When COVID-19 ruins your “perfect” strategic plan

While your company awaits a return to business as usual, should your leadership be thinking about revisiting its strategy? Does the current pandemic mean that you should start the process all over again?

To say that the coronavirus has disrupted business is an understatement.

Even if you are still operating at this time of lockdowns and curfews, you are probably doing so under duress. Nevertheless, you must look ahead.

At some point in the future, employees will have returned to their jobs, continuing to work in the old way. However, it would be a mistake to put your effort into “returning things to normal.” Chances are, there is a new normal and you should adjust to it, rather than seek to drag your business back to an obsolete state.

For example, take the case of an owner of a funeral parlour in New York City. As an essential service, the company has not closed down. In fact, like many morticians who are willing to deal with COVID casualties, the owner is overwhelmed by the volume of deceased persons being brought in.

While this could be treated as a windfall, the long-term question is “What does this mean for business?” In other words, is there an assumption that needs to be re-examined now that funerals are being conducted so quickly, in small groups, without a service, in large numbers?

Like this company, it might be time for your team to re-examine the assumptions behind its strategic plan. Here are three steps for engaging your executives and board members.

Part 1 – Enumerate the Disruptions 
Start by making a list of the most obvious changes. When the big-ticket items are out of the way, look for the ones that are harder to see but may be just as important.

One method is to begin with a single pronounced item but then ask “Why” to determine the reasons things have changed. Then repeat the process asking “Why?” five more times, until no more answers can be found.
Leave room to add other big items as you continue, but pull them together into new strategic themes before the next step.
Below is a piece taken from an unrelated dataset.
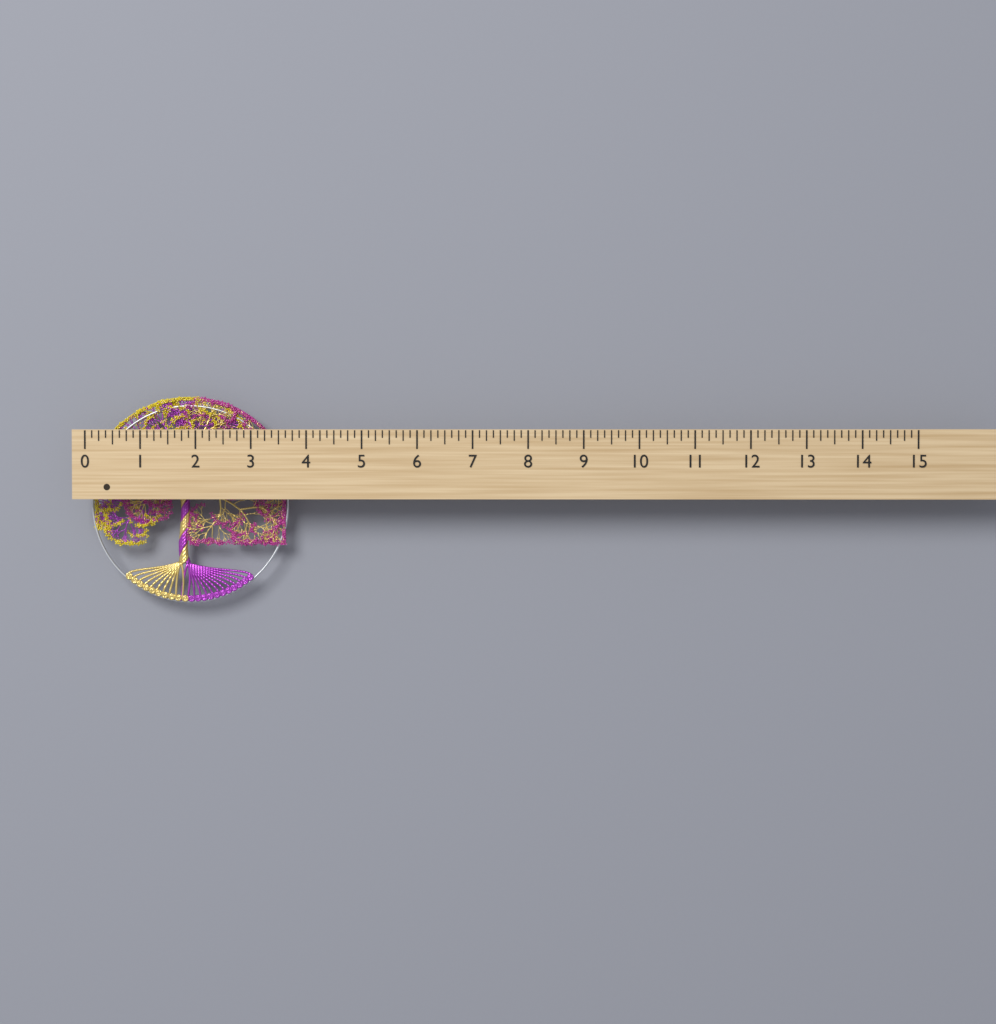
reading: 3.625 (no unit)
Part 2 – Tear-down the Old Plan
Here, you are looking for concrete reasons why the current plan won’t work. Use the results of the prior exercise if needed, but in this phase you should be ruthless. Identify the assumptions (unstated or unimagined) which have been violated by the new normal.

At this moment, you need to bring your team to a consensus point of view regarding the plan’s gaps, seeking to go as deep as possible into long-term changes. For example, have your customers come to expect a higher standard that you never predicted? Has a new technology been introduced that you simply can no longer ignore? Have you fallen behind a nimble competitor?

Part 3 Assess the Plan’s Viability
In this final step, you decide whether or not the current plan needs to be changed and to what degree.

In some cases, your plan may have anticipated the disruptions which are underway as a result of COVID-19. For example, perhaps you contemplated that within five years you would be delivering service to customers remotely using a tool like Zoom or WhatsApp.

Now, you realize, you need to do so immediately just to keep up.

Or, you may have learned that the time horizon on your old plan was too short – a common occurrence. The changes that you see happening in the next year are so dramatic, they render your plan obsolete. A brand new, long-term destination is needed.

However you assess your current strategy, the final step is to conduct a joint activity to bring it up to date. This may mean starting from ground zero.

If you believe you can escape this kind of re-examination or leave it up to the CEO or Chair to do it alone, think again. Consider that this global disruption might be the single most impactful event in your lifetime.

The fact is, some assumptions in your industry have been unfrozen. Consequently, your firm has the chance to stick a wedge into a sliver of opportunity and turn it into a crack that will never be closed. If you move quickly, you can be the first (and only) company to capitalize.

The only difference is that these things usually happen slowly, over a decade or more. Now, for a change, they are happening with lightning speed.